The lawsuits allege four counts against each of the defendants, including manufacturing defect and negligence.

According to the lawsuits, the plaintiffs, most of whom worked at the Wrigley gum factory for decades until Wrigley closed it in 2006, had contracted damage to their respiratory system, including, in some cases the condition bronchiolitis obliterans, informally known as “popcorn lung,” a disease in which breathing passages in the lung become inflamed and blocked.

The disease is so named because it was first observed in connection with the inhalation of the diacetyl compound, an additive used in artificial butter flavorings which had historically been used to flavor microwave popcorn.

However, the compounds for decades had been used in other flavorings, as well, the lawsuits noted, even though the flavorings industry had allegedly known since the late-1980s that there was a link between the compounds and lung diseases among the workers in various factories who handled the products.

Lung diseases allegedly caused by diacetyl have sparked a wave a lawsuits across the country against a number of food manufacturers, producing settlements and judgments worth millions. The TorHoerman firm, for instance, touts on its website a $3.7 million award to a factory worker who developed “popcorn lung.”

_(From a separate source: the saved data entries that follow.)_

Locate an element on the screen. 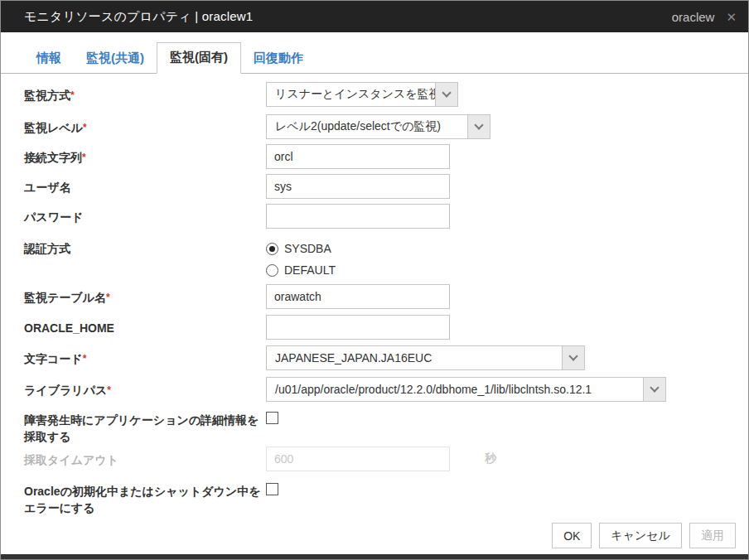 This screenshot has height=560, width=749. auth-method-label: 認証方式 is located at coordinates (145, 246).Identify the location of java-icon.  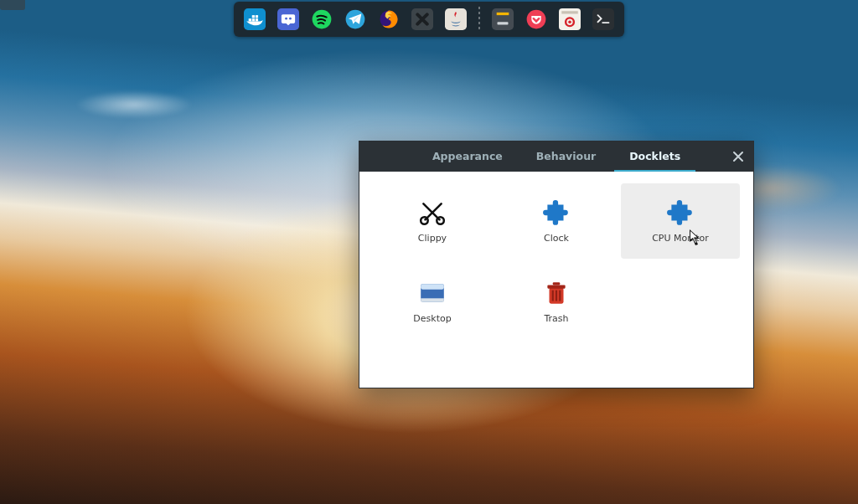
(456, 19).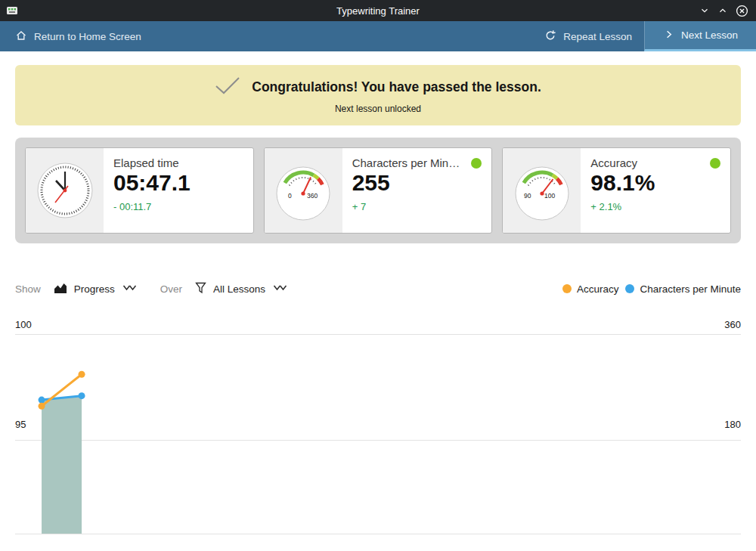  Describe the element at coordinates (648, 163) in the screenshot. I see `stat-label: Accuracy` at that location.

Recent studies and regulatory actions have also examined diacetyl-related diseases in workers at coffee roasting plants, where diacetyl-containing flavorings were used to make flavored coffees.

In the recently filed Cook County lawsuits vs McCormick and the other flavoring companies, each of the workers is requesting unspecified damages of more than $50,000, plus attorney fees and other costs.

Named plaintiffs in the actions include: Evelyn Williams, Matthew Jones, Yvonne Pettigrew, Julio Robles, Willie Williams, Sammy Thomas, Eugene Thomas, Jose S. Huerta, Barnetta Pettigrew, Humberto Camacho, Lorenzo Barrera, John Patterson, Carolyn Houston, David Moran, Nadine Lockhart, Tammie Hill, Allene M. Henderson, C.C. Green, Rosalind Collins, Gwendolyn Carter, Thomas B. Carey and Angelia J. Hess.